King Russell Beale Heads for Broadway Spamalot

Date: 20 September 2005

Following his current sell-out season in The Philanthropist at the Donmar Warehouse, Olivier Award winner and CBE Simon Russell Beale will head to Broadway to star as King Arthur in Spamalot, the new musical based on the Monty Python comedy sketches and penned by original Python Eric Idle.

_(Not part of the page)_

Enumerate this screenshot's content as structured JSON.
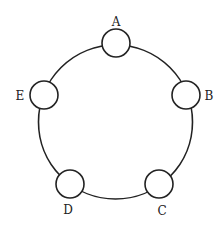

From 20 December 2005, Russell Beale will take over from fellow Briton Tim Curry in the triple Tony Award winning hit.

Best known for his dramatic roles for the National Theatre, the Royal Shakespeare Company and the Donmar Warehouse, Russell Beale has previously appeared in New York in the 2002 double bill of Twelfth Night and Uncle Vanya, Sam Mendes’ final productions as artistic director of the Donmar Warehouse which transferred to the Brooklyn Academy of Music (BAM) in 2003. He made his Broadway debut last year in the National’s revival of Tom Stoppard’s Jumpers.

Russell Beale’s other stage credits include Julius Caesar at the Barbican and Macbeth at the Almeida earlier this year, and at the National, Humble Boy (which also transferred to the West End), Money, Summerfolk, Hamlet, Volpone and Rosencrantz and Guildenstern Are Dead. His previous musical credits include Candide at the National.

Spamalot tells the legendary tale of King Arthur and the Knights of the Round Table, and their quest for the Holy Grail. The musical is based on the 1975 film Monty Python and the Holy Grail, with a book and lyrics by original Python member Eric Idle, and music by John Du Prez. Spamalot is directed by Mike Nichols and features a chorus line of dancing divas and knights, flatulent Frenchmen, a killer rabbit and one legless knight. Others in the current New York cast include Hank Azaria and David Hyde-Pierce.

Among the show’s many accolades are three Tony Awards, including Best Musical and Best Director of a Musical for Nichols, as well as the Drama Desk and Critics’ Circle awards for Outstanding Musical (See News, 6 Jun 2005).